For the Prime Minister it was argued that the question of whether or not his advice to Her Majesty to prorogue Parliament was unlawful is not justiciable in the courts as that is a political question. Courts should respect separation of powers. The Prime Minister accounts to Westminster Parliament for his political conduct, of which this is one.

The UK Supreme Court gave short shrift to this argument in one short paragraph that cannot reasonably be faulted:

“[A]lthough the courts cannot decide political questions, the fact that a legal dispute concerns the conduct of politicians, or arises from a matter of political controversy, has never been sufficient reason for the courts to refuse to consider it. As the Divisional Court observed in para 47 of its judgment, almost all important decisions made by the executive have a political hue to them. Nevertheless, the courts have exercised a supervisory jurisdiction over the decisions of the executive for centuries. Many if not most of the constitutional cases in our legal history have been concerned with politics in that sense.”

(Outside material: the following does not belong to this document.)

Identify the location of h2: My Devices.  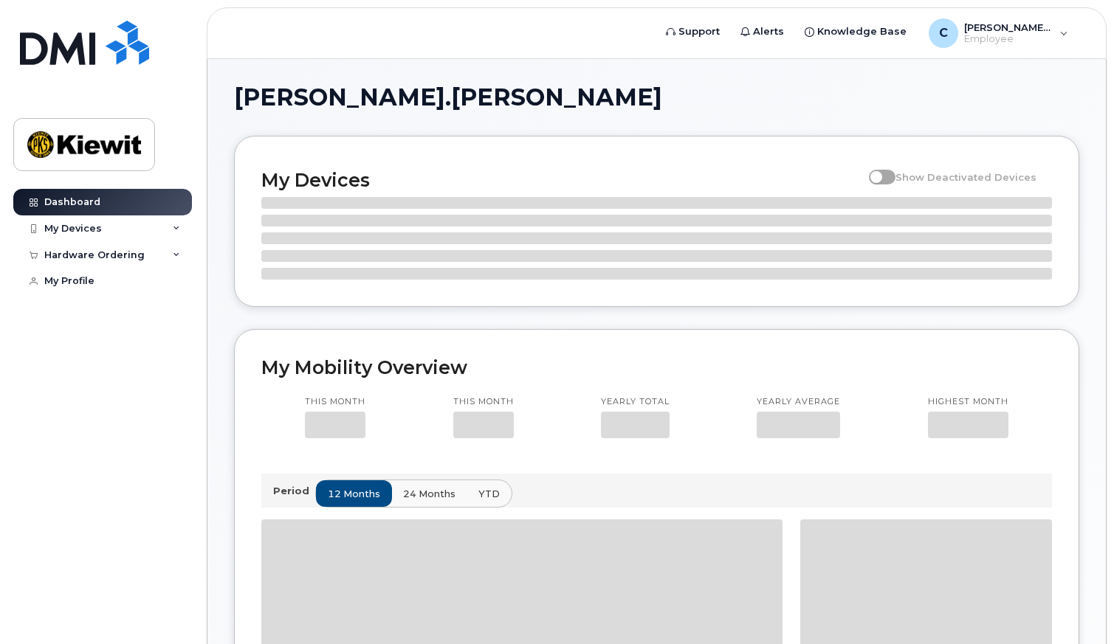
(561, 180).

As regards the Prime Ministerial accountability to Parliament argument, the UK Supreme Court said:

“[T]he Prime Minister’s accountability to Parliament does not in itself justify the conclusion that the courts have no legitimate role to play. That is so for two reasons. The first is that the effect of prorogation is to prevent the operation of ministerial accountability to Parliament during the period when Parliament stands prorogued. Indeed, if Parliament were to be prorogued with immediate effect, there would be no possibility of the Prime Minister’s being held accountable by Parliament until after a new session of Parliament had commenced, by which time the Government’s purpose in having Parliament prorogued might have been accomplished. In such circumstances, the most that Parliament could do would amount to closing the stable door after the horse had bolted. The second reason is that the courts have a duty to give effect to the law, irrespective of the minister’s political accountability to Parliament. The fact that the minister is politically accountable to Parliament does not mean that he is therefore immune from legal accountability to the courts.”

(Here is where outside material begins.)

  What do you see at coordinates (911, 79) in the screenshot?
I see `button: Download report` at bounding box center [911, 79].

Having found that the lawfulness or otherwise of the Prime Minister’s advice to Her Majesty to prorogue Parliament is justiciable, the UK Supreme Court then articulated the standard by which such lawfulness was to be tested. It said:

“For the purposes of the present case, therefore, the relevant limit upon the power to prorogue can be expressed in this way: that a decision to prorogue Parliament (or to advise the monarch to prorogue Parliament) will be unlawful if the prorogation has the effect of frustrating or preventing, without reasonable justification, the ability of Parliament to carry out its constitutional functions as a legislature and as the body responsible for the supervision of the executive. In such a situation, the court will intervene if the effect is sufficiently serious to justify such an exceptional course.”

The Supreme Court then found that, apart from merely characterising the continued sitting of what is already a lengthy session of Parliament as a “rigmarole”, the Prime Minister had advanced no reason – let alone a good one – for the prorogation of Parliament. On that ground, said the Supreme Court, on this standard the prorogation or advice to the Monarchy to prorogue Parliament was unlawful.

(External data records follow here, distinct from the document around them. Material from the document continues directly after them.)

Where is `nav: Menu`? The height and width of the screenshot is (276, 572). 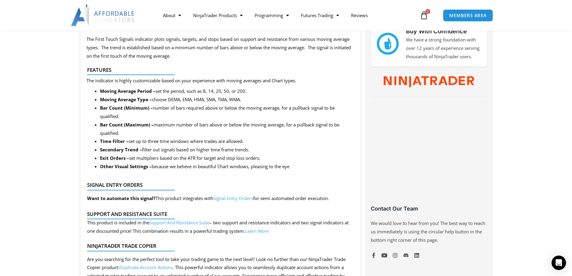 nav: Menu is located at coordinates (288, 15).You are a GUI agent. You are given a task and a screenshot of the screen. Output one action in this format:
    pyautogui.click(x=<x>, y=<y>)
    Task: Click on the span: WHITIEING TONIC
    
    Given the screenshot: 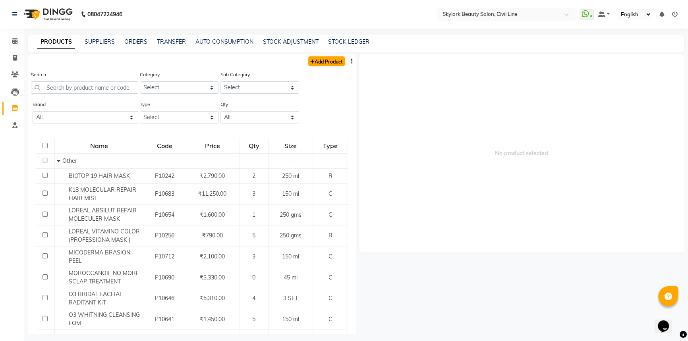 What is the action you would take?
    pyautogui.click(x=93, y=337)
    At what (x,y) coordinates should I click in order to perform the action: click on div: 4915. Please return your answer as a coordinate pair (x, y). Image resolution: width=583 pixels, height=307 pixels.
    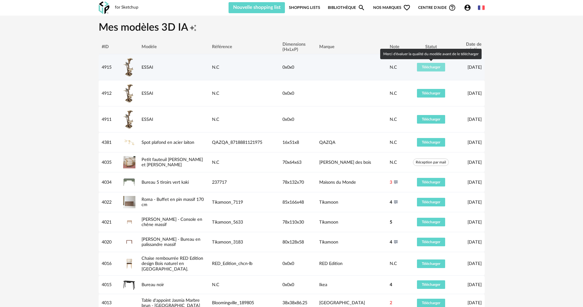
    Looking at the image, I should click on (109, 67). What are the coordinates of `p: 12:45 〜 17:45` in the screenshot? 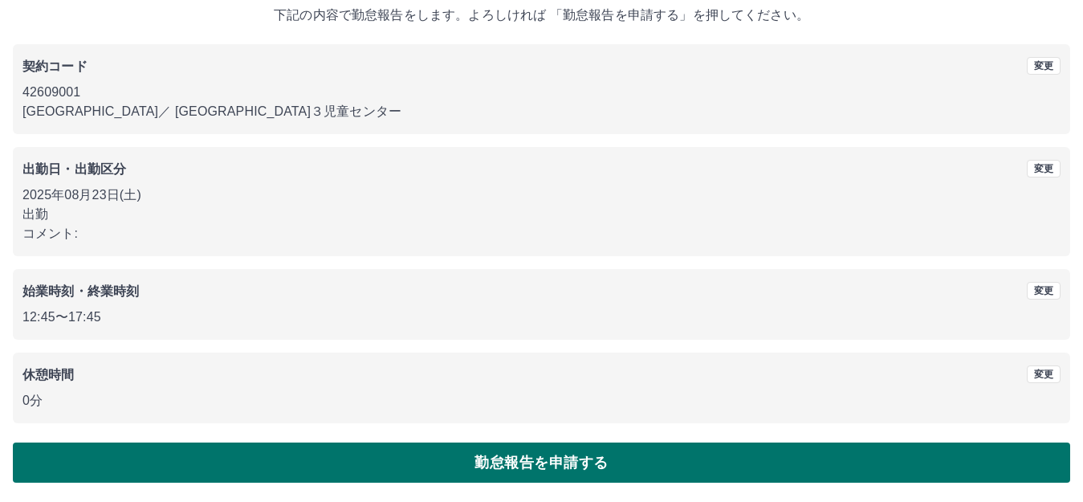 It's located at (541, 317).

Quite how the Supreme Court could have come to this conclusion, having admitted to not knowing what had passed in conversation between the Prime Minister and Her Majesty, and to not knowing the content of what the Prime Minister told the Monarch, is not altogether clear.

But that is a subject for a detailed analysis, which this is not.

Read the Full Judgment UK Supreme Court Judgment – September 2019

Related documents: Written Arguments

Written Argument for the UK Prime Minister

Written Argument for Appellant in Miller Appeal

Written Argument for Appellant in Cherry Appeal

Written Argument for Lord Advocate in Miller Appeal

Written Argument for Ray MCcord – Intervenor

Written Argument for Counsel General for Wales

Written Argument for Sir John Major

Written Argument for Baroness Chakrabarti

By |2019-09-26T19:44:24+02:00September 26th, 2019|Cases of Interest, International|Comments Off on R (on the application of Miller) v The Prime Minister; Cherry and others v Advocate General for Scotland [2019] UKSC 41 (24 September 2019)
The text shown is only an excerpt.